As usual, Link knew the way—although this time from memory moreso than just instinct—and soon they were in the large clearing where once Hylia's grand temple had stood. It had worn down over the eons until there was nothing left but some large stones along its perimeter walls and a small dais in the middle wherein the Master Sword rested.

"Something's not right," Link said, as soon as they stepped into the clearing.

Zelda was startled. "What do you mean?"

"Something's not right," he repeated slowly, looking around at the trees that grew up to the edge of what had once been the temple walls.

"What's not right?"

"Something . . ."

Zelda started to sigh and chide him for being ridiculous, but he interrupted her. "Remember when we were here before?" he asked.

"Yes."

"Remember the voices?"

Suddenly Zelda recalled the indistinct whisperings that seemed to come from the treetops the last two times they had come into the clearing.

"Yes."

"Where are they?"

"I . . . don't know." Even with all her newfound knowledge and memories—and even given that this was her temple—Zelda still didn't understand the mystery of the voices that heralded the coming of the Master Sword.
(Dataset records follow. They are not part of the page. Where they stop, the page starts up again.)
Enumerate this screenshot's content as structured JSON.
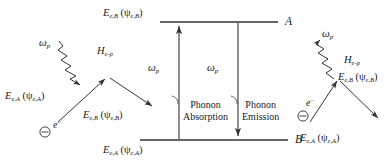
{
  "figure": {
    "type": "energy-level-and-vertex-diagram",
    "background": "#ffffff",
    "stroke_color": "#333333",
    "width": 385,
    "height": 166
  },
  "left_vertex": {
    "phonon_label": "ω",
    "phonon_sub": "p",
    "interaction_label": "H",
    "interaction_sub": "e-p",
    "incoming_electron_energy": "E",
    "incoming_electron_sub": "e,A",
    "incoming_electron_wave_open": " (ψ",
    "incoming_electron_wave_sub": "e,A",
    "incoming_electron_wave_close": ")",
    "outgoing_electron_energy": "E",
    "outgoing_electron_sub": "e,B",
    "outgoing_electron_wave_open": " (ψ",
    "outgoing_electron_wave_sub": "e,B",
    "outgoing_electron_wave_close": ")",
    "electron_symbol": "⊖",
    "electron_label": "e",
    "electron_charge": "−",
    "process": "phonon absorption vertex"
  },
  "center_diagram": {
    "upper_level_energy": "E",
    "upper_level_sub": "e,B",
    "upper_level_wave_open": " (ψ",
    "upper_level_wave_sub": "e,B",
    "upper_level_wave_close": ")",
    "upper_level_name": "A",
    "lower_level_energy": "E",
    "lower_level_sub": "e,A",
    "lower_level_wave_open": " (ψ",
    "lower_level_wave_sub": "e,A",
    "lower_level_wave_close": ")",
    "lower_level_name": "B",
    "absorption_omega": "ω",
    "absorption_omega_sub": "p",
    "absorption_line1": "Phonon",
    "absorption_line2": "Absorption",
    "emission_omega": "ω",
    "emission_omega_sub": "p",
    "emission_line1": "Phonon",
    "emission_line2": "Emission"
  },
  "right_vertex": {
    "phonon_label": "ω",
    "phonon_sub": "p",
    "interaction_label": "H",
    "interaction_sub": "e-p",
    "incoming_electron_energy": "E",
    "incoming_electron_sub": "e,A",
    "incoming_electron_wave_open": " (ψ",
    "incoming_electron_wave_sub": "e,A",
    "incoming_electron_wave_close": ")",
    "outgoing_electron_energy": "E",
    "outgoing_electron_sub": "e,B",
    "outgoing_electron_wave_open": " (ψ",
    "outgoing_electron_wave_sub": "e,B",
    "outgoing_electron_wave_close": ")",
    "electron_symbol": "⊖",
    "electron_label": "e",
    "electron_charge": "−",
    "process": "phonon emission vertex"
  }
}
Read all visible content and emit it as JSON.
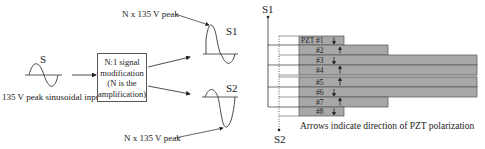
{
  "input": {
    "label": "S",
    "caption": "135 V peak sinusoidal input"
  },
  "modifier_box": {
    "lines": [
      "N:1 signal",
      "modification",
      "(N is the",
      "amplification)"
    ]
  },
  "outputs": {
    "s1": {
      "label": "S1",
      "annotation": "N x 135 V peak"
    },
    "s2": {
      "label": "S2",
      "annotation": "N x 135 V peak"
    }
  },
  "stack": {
    "terminal_top": "S1",
    "terminal_bottom": "S2",
    "caption": "Arrows indicate direction of PZT polarization",
    "fill_color": "#a8a8a8",
    "layers": [
      {
        "label": "PZT #1",
        "arrow": "down"
      },
      {
        "label": "#2",
        "arrow": "up"
      },
      {
        "label": "#3",
        "arrow": "down"
      },
      {
        "label": "#4",
        "arrow": "up"
      },
      {
        "label": "#5",
        "arrow": "up"
      },
      {
        "label": "#6",
        "arrow": "down"
      },
      {
        "label": "#7",
        "arrow": "up"
      },
      {
        "label": "#8",
        "arrow": "down"
      }
    ]
  }
}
Magic was funny that way; sometimes it evolved in unexpected ways—became its own thing.

Link slowly began to walk across the grassy, lawn-like field. "And there should be fog," he said.

"Fog? On a clear summer's day?"

"Yes. When the Master Sword is in residence, there should be fog. It's part of what keeps its location hidden."

Zelda thought back to their previous trips. There had not been fog when they had come to put the sword away for good, but there had been fog when they brought the sword to the clearing for the first time.

"There was fog when we brought the Master Sword here to be repaired, but it wasn't 'in residence' at the time," Zelda pointed out.

"Perhaps it's better to say that there is fog here any time the Master Sword is not active. The activation clears away the fog."

Then, suddenly, Link was running. Unsure what was happening, Zelda grabbed her bow, which was sticking between her back and the pack, nocked an arrow, and held it in the low-ready position as she went dashing after him.

He skidded to a halt next to the stone brick dais and Zelda came up behind him a moment later. Then she gasped.

The stone block in the middle of the dais, where they had put the Master Sword to rest some three thousand years before, was empty.